For the brides-to-be out there desperate to drop a dress size or two before wedding season, it's worth knowing the impact yo-yo dieting can have on your health in both the short and long-term. Nutritional Therapist Natalie Lamb from Lepicol Lighter’s gives us the dangers of crash dieting you need to be aware of:
Loss of Muscle Mass
Crash dieting encourages the body to hold onto stored fat as it believes it is being starved and will need all the resources it has in order to survive. Although, those who do crash diet may notice weight loss very quickly, this weight loss is usually due to the loss of fluids and lean muscle mass.
Sluggish Digestion
A crash diet can slow down your metabolism. This can slow down the speed that your body can produce energy from the foods you eat. Often this can leave you feeling like you need to grab a quick high-energy snack to quickly raise your blood glucose levels again.
Crash dieting will often result in slowing the body’s metabolism, which often results in slower digestive function, resulting in constipation. Therefore making improvements in the microflora composition and fibre through a healthy diet and a live bacteria and high fibre supplement could help to achieve a healthier weight loss.
A high fibre supplement may help someone who wishes to lose weight, by improving stool consistency, encouraging bowel movements and helping them to feel fuller. Lepicol Lighter (£17.99 from www.lepicol.com) is a unique new high fibre food supplement, especially designed to help aid weight loss. Within its specifically selected ingredients are 7 strains of live bacteria to keep your gut healthy and balanced, chromium to balance blood sugar levels, glucomannan, which acts as a prebiotic and psyllium husk which is a gentle fibre.
Bad Breath
What’s going on in the mouth is often a good indication of what’s happening further down the intestinal tract. Many doctors used to use the tongue as a way of searching for gastrointestinal conditions and this examination is still vital in Chinese medicine. Suddenly changing the diet can have a huge impact on the gut flora in the intestines. There is some evidence that bad breath can be caused by bacteria in the intestines producing volatile sulphur compounds.1
Increased Risk of Health Complications – Heart Health/ Diabetes
A sudden crash diet can add enormous stress to the body. Research suggests that extreme dieting practises can cause electrolyte disturbances, cardiac dysrhythmias, and even sudden cardiac death.2
Some crash diets limit the intake of fruits and vegetables. Fruits and vegetables are protective against many conditions, including cardiovascular disease and cancer due to their high antioxidant content, therefore limiting their consumption could lead to later long-term health conditions.
Reduced calcium intake during dieting, especially in women under 30 can have a detrimental effect on peak bone mass which can leave them susceptible to developing osteoporosis later in life.3
Mood Swings
Sudden food restriction will have a huge impact on the gut microflora, by increasing harmful bacteria which may lead to damage of the intestinal tract.4 This damage could lead to an increased uptake of harmful components crossing the intestinal barrier and the blood brain barrier, causing mood disturbances.
There is increasing evidence of the strong link between what’s going on in our guts to the health of our brains. So by suddenly changing the diet and unbalancing the gut flora composition could lead to a reduction in beneficial bacteria and an increase in harmful types. Certain strains of beneficial bacteria can produce neurotransmitters, which can send signals from the gut to the brain influencing brain function and behaviour and helping us to maintain wellbeing. Live bacteria supplements have shown to regulate anxiety, mood, cognition and pain, most likely through this pathway.
If food is restricted by too much, too quickly, the body will release ghrelin, our hunger hormone to encourage us to eat. Trying to ignore our hormone signals, could leave us with imbalanced hormones and lead to mood fluctuations.
Low Energy
Crash dieting may appear to show a large reduction in weight within the first weeks. However, most of this weight-loss comes from water and glycogen stores, resulting in the individual feeling fatigued. Two kilograms of weight can be lost in the first week, simply by losing glycogen and water stores.3
Food restriction often leads to inadequate nutritional intake. A loss of B vitamins, iron and magnesium can quickly result in the body struggling to produce enough energy leaving us feeling sluggish and less likely to participate in exercise.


◆ WHAT NEEDS TO BE DONE ◆
Report back the lines in this listing that carry the string "slot".

*** Begin section ***

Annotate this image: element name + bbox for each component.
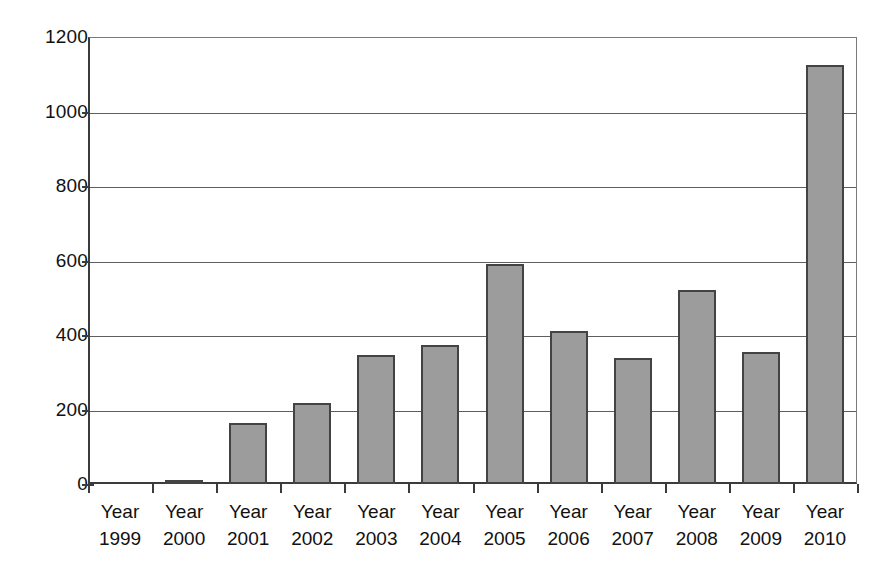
x-axis-label-2008: Year2008: [665, 498, 729, 552]
x-axis-tick-mark: [216, 484, 218, 493]
x-axis-tick-mark: [408, 484, 410, 493]
bar-2007[interactable]: [614, 358, 652, 484]
x-axis-label-2001: Year2001: [216, 498, 280, 552]
bar-2002[interactable]: [293, 403, 331, 484]
x-axis-label-line2: 2003: [344, 525, 408, 552]
x-axis-tick-mark: [601, 484, 603, 493]
x-axis-label-line1: Year: [793, 498, 857, 525]
x-axis-tick-mark: [152, 484, 154, 493]
x-axis-label-line2: 2001: [216, 525, 280, 552]
x-axis-label-line2: 2002: [280, 525, 344, 552]
bar-2003[interactable]: [357, 355, 395, 484]
x-axis-label-line1: Year: [601, 498, 665, 525]
x-axis-label-2002: Year2002: [280, 498, 344, 552]
x-axis-label-2003: Year2003: [344, 498, 408, 552]
y-axis-tick-label: 400: [26, 325, 88, 344]
x-axis-label-line2: 2006: [537, 525, 601, 552]
x-axis-label-line2: 2008: [665, 525, 729, 552]
bar-slot: [216, 37, 280, 484]
x-axis-tick-mark: [665, 484, 667, 493]
bar-2004[interactable]: [421, 345, 459, 484]
bar-2010[interactable]: [806, 65, 844, 484]
x-axis-tick-mark: [537, 484, 539, 493]
bar-slot: [601, 37, 665, 484]
x-axis-label-2006: Year2006: [537, 498, 601, 552]
x-axis-tick-mark: [473, 484, 475, 493]
bar-slot: [473, 37, 537, 484]
x-axis-label-line1: Year: [152, 498, 216, 525]
y-axis-tick-label: 0: [26, 474, 88, 493]
x-axis-label-line1: Year: [537, 498, 601, 525]
bar-2008[interactable]: [678, 290, 716, 484]
x-axis-labels: Year1999Year2000Year2001Year2002Year2003…: [88, 498, 857, 568]
bar-2006[interactable]: [550, 331, 588, 484]
x-axis-label-line1: Year: [216, 498, 280, 525]
y-axis-tick-label: 1000: [26, 102, 88, 121]
bars-layer: [88, 37, 857, 484]
y-axis-tick-label: 800: [26, 176, 88, 195]
y-axis-tick-label: 200: [26, 400, 88, 419]
bar-slot: [344, 37, 408, 484]
bar-slot: [280, 37, 344, 484]
x-axis-label-2007: Year2007: [601, 498, 665, 552]
x-axis-label-line1: Year: [280, 498, 344, 525]
bar-slot: [408, 37, 472, 484]
x-axis-label-line1: Year: [473, 498, 537, 525]
x-axis-tick-mark: [280, 484, 282, 493]
x-axis-label-2009: Year2009: [729, 498, 793, 552]
bar-chart: 020040060080010001200 Year1999Year2000Ye…: [0, 0, 886, 580]
x-axis-tick-mark: [88, 484, 90, 493]
x-axis-tick-mark: [793, 484, 795, 493]
x-axis-tick-mark: [729, 484, 731, 493]
x-axis-label-line2: 2007: [601, 525, 665, 552]
x-axis-label-line1: Year: [665, 498, 729, 525]
y-axis-tick-label: 1200: [26, 27, 88, 46]
x-axis-label-line2: 1999: [88, 525, 152, 552]
x-axis-label-2004: Year2004: [408, 498, 472, 552]
bar-2005[interactable]: [486, 264, 524, 484]
bar-slot: [88, 37, 152, 484]
x-axis-label-line2: 2004: [408, 525, 472, 552]
x-axis-label-2000: Year2000: [152, 498, 216, 552]
x-axis-label-2005: Year2005: [473, 498, 537, 552]
bar-slot: [729, 37, 793, 484]
x-axis-label-line2: 2010: [793, 525, 857, 552]
x-axis-label-line2: 2000: [152, 525, 216, 552]
bar-2001[interactable]: [229, 423, 267, 484]
x-axis-label-line2: 2009: [729, 525, 793, 552]
x-axis-label-line1: Year: [729, 498, 793, 525]
x-axis-label-line1: Year: [88, 498, 152, 525]
x-axis-label-line1: Year: [408, 498, 472, 525]
x-axis-label-line1: Year: [344, 498, 408, 525]
x-axis-tick-mark: [344, 484, 346, 493]
x-axis-label-2010: Year2010: [793, 498, 857, 552]
x-axis-label-1999: Year1999: [88, 498, 152, 552]
bar-2009[interactable]: [742, 352, 780, 484]
x-axis-label-line2: 2005: [473, 525, 537, 552]
bar-slot: [152, 37, 216, 484]
bar-slot: [665, 37, 729, 484]
bar-slot: [793, 37, 857, 484]
x-axis-tick-mark: [857, 484, 859, 493]
bar-slot: [537, 37, 601, 484]
bar-2000[interactable]: [165, 480, 203, 484]
y-axis-tick-label: 600: [26, 251, 88, 270]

*** End section ***

◆ ANSWER BELOW ◆
bar-slot: [216, 37, 280, 484]
bar-slot: [601, 37, 665, 484]
bar-slot: [473, 37, 537, 484]
bar-slot: [344, 37, 408, 484]
bar-slot: [280, 37, 344, 484]
bar-slot: [408, 37, 472, 484]
bar-slot: [88, 37, 152, 484]
bar-slot: [729, 37, 793, 484]
bar-slot: [152, 37, 216, 484]
bar-slot: [665, 37, 729, 484]
bar-slot: [793, 37, 857, 484]
bar-slot: [537, 37, 601, 484]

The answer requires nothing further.